Lenovo Yoga 920 Review: An Elegant, Powerful 2-In-1 Ultrabook
Lenovo Yoga 920 Review : Battery Life And Acoustics
At HotHardware we employ two very different battery life tests, Battery Eater Pro and our own custom 1080p HD video loop test, developed to prove out battery life. For both tests, Windows 10 Quiet Hours has been enabled and the displays are calibrated with lux meters on pure white screens to as close to 115 lux as possible. For the average laptop this will equate to a Windows brightness setting somewhere between 40 - 60%. Laptop displays vary significantly in terms of output levels and their effect on power consumption and battery life. It is important to ensure a level playing field during battery testing and adjusting the brightness to a specific output ensures accurate results across multiple platforms.
Battery Life - How We Test:
Our custom HotHardware video loop test takes a 1080p HD video with a 16Kbps bit rate and loops it repeatedly, with 1 minute break intervals in between. A timer log file increments minutes of up-time every minute -- along with the grand total -- before system shutdown is stored in the log. This is a lighter-duty test that is still a bit more strenuous than many office productivity tasks, but it's not nearly as taxing as the load Battery Eater puts on a system.
The Lenovo Yoga 920 we had in for testing finished fourth among the systems we tested, trailing Lenovo's 2017 ThinkPad X1 Carbon and more recent HP and Dell offerings. Additionally, our Yoga 920's display is FHD but we would assume that the 4K variant would offer less playback time.
The other test we utilize for battery testing is Battery Eater Pro. It wears systems down more quickly by placing a heavy load on all subsystems, including processor, graphics, memory and even some minor file transfers to storage. This is truly a worst-case test that will give you a sense of how a machine will hold up under heavy strain, like when gaming or under taxing, continuous content creation workloads, for example.

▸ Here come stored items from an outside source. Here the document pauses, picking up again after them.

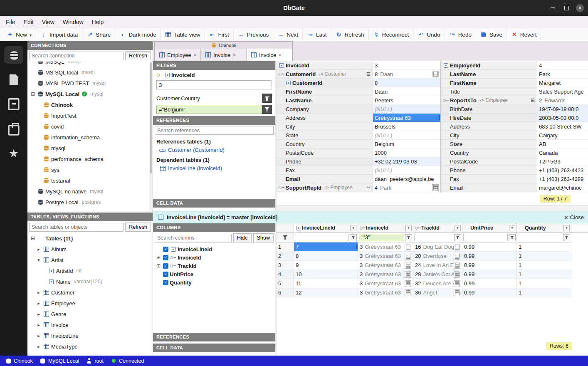 The image size is (588, 366). Describe the element at coordinates (99, 35) in the screenshot. I see `toolbar-button: Share` at that location.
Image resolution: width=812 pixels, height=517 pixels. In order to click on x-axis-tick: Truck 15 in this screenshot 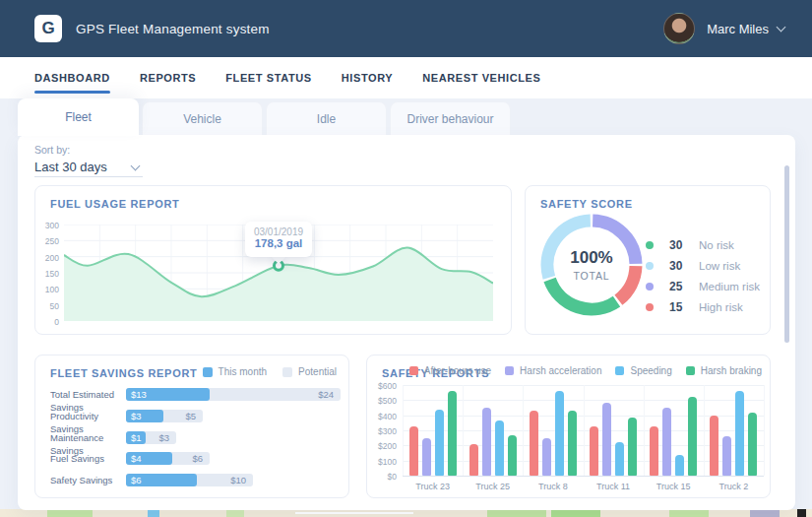, I will do `click(673, 486)`.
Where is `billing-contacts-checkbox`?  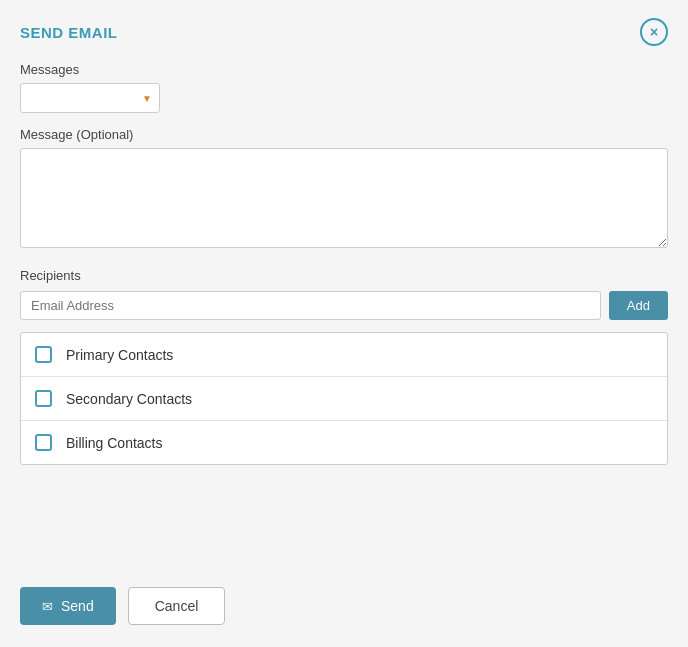 billing-contacts-checkbox is located at coordinates (44, 442).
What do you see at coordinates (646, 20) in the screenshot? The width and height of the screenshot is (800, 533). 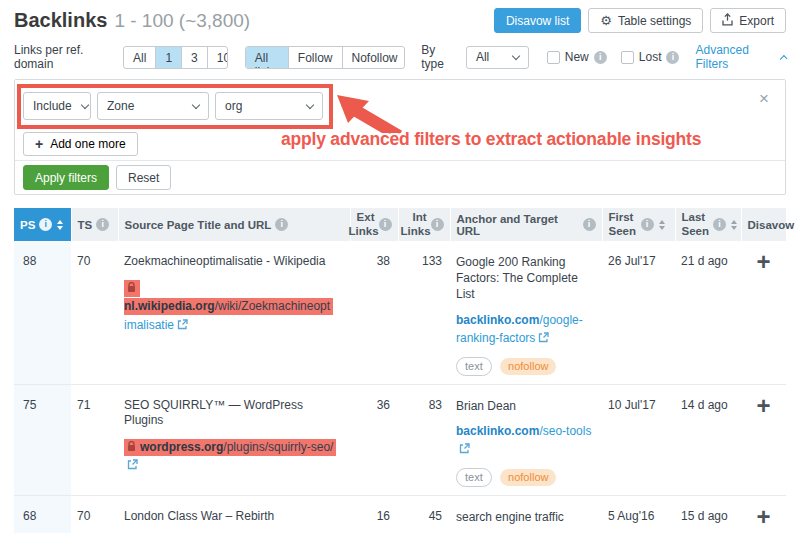 I see `table-settings-button: ⚙ Table settings` at bounding box center [646, 20].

The Yoga 920 did well in the Battery Eater Pro test. While it did not outshine the rest of its competition like it has done in a lot of the other tests, it fell right into the middle of where we would expect it. Most current generation Intel 8th Gen machines can process more workload in the same previous 15 Watt TDP envelope as last year and the Yoga 920 didn't disappoint here, though it really didn't stand out either.
Acoustics & Thermals
Lenovo's Yoga 910 previous generation machine wasn't nearly as tame as the new 920, noise-wise. Lenovo engineers appear to have taken customer feedback to heart and we are glad to say that is not an issue with the Yoga 920. Under normal working conditions, office apps or browsing the web, the system's fans rarely spin up and if they do, it is not to very audible levels. When the system is running more strenuous tasks, like encoding video or running a stressful benchmark, its fans will spin up and stay running, but for most it will sound like a gentle breeze rather than a whine. This system is by no means loud and for those looking for performance with reasonable acoustics, the Lenovo Yoga 920 is a big step-up from its predecessor.
Thermals with the new Yoga 920 aren't a concern either. To produce these heat maps, we looped 3DMark and checked each zone with an infrared thermometer. The warmest part of the machine was the three inches closest to the watchband hinge. The area directly beneath the number seven key is the the warmest., though its completely reasonable and comfortable. This is where the system houses the processor. In all of the other areas the system does not heat up to notable levels. The section above the touchpad, and the three inches closest to the user, was the coolest. Lenovo made great strides in performance, power consumption and most definitely in terms of the thermal and acoustic characteristics of this new machine.